I got this response from webMethods support. Thank you to Sunil for getting the engineers to give such a thoughtful response.
[begin explanation]
Let’s say you have three objects, A, B, and C. A and B are Integration
Components and C is some support object like an event signature or an
operation. If you export A to A.adl and B to B.adl, both .adl files will
get a copy of C.
Load A.adl and you get A and C in the broker. So far so good. Now load
B.adl and the loader notices a dependency of A on C. The rule of thumb is that
unless you can prove that the change to C does not affect the built A, A gets
marked for rebuild.
Unfortunately the code is not at all aggressive in trying to determine if
the rebuild can be avoided, so lots of “extra” rebuilds get marked in all the
shipping versions. We looked at the price of an extra rebuild (click one
menu item) versus the price of not rebuilding something that needed it
(inconsistent run state) and let caution be our guide.
Over time the loading code will incrementally learn cases where not
rebuilding is safe. We’ll introduce these deliberately to ensure we never make the
opposite, much more damaging, error. Currently the only one it allows is a
perfect match, including all cross-references and dates.
[end explanation]
Support capped the email to me with a note that they are testing a new tool internally that forces all components to rebuild on a broker. The software is currently in Alpha, I think, and will be available as GA in due time.
I will try to get a hold of the “Build All” software and test it here for everybody.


◆ Description of the task ◆
Within the material below, locate the line with "output the bbox for *footwear*." and the line with "Identify the area", then return those two lines and all lines between them, exactly as written.

◆ Supplied data ◆
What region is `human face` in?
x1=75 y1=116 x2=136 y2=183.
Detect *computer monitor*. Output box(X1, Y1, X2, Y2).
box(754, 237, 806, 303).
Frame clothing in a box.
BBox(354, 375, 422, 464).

---

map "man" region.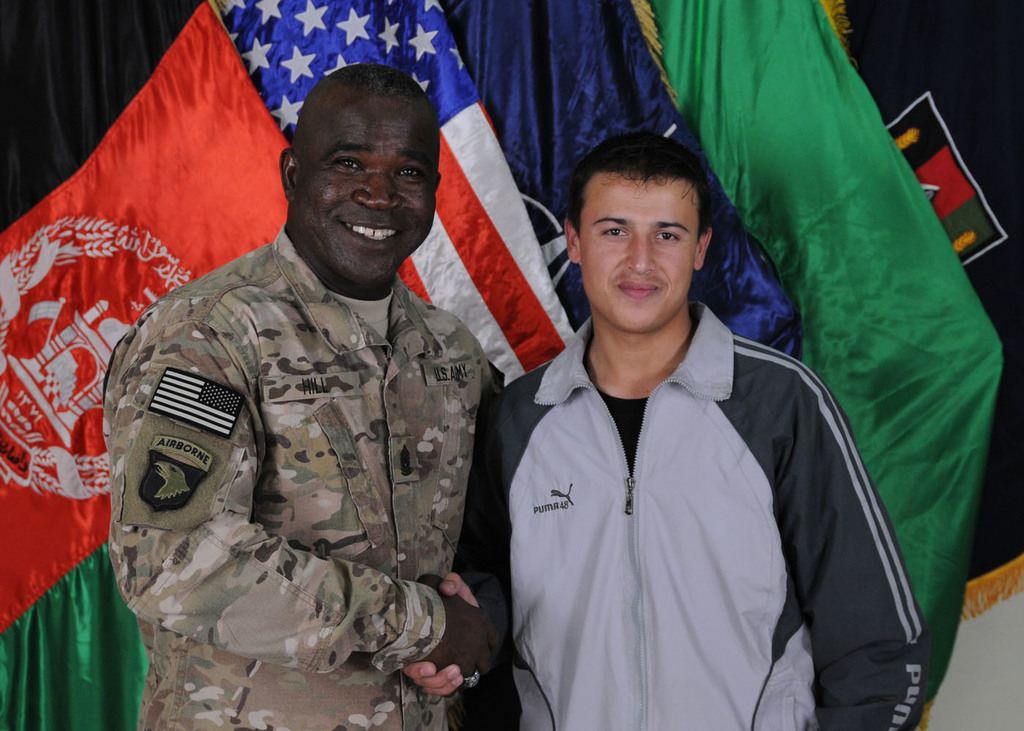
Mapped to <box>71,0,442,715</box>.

==

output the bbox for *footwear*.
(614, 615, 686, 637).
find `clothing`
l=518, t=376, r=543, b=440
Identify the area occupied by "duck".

◆ Exercise output ◆
output the bbox for *footwear*.
(614, 615, 686, 637).
find `clothing`
l=518, t=376, r=543, b=440
Identify the area occupied by "duck".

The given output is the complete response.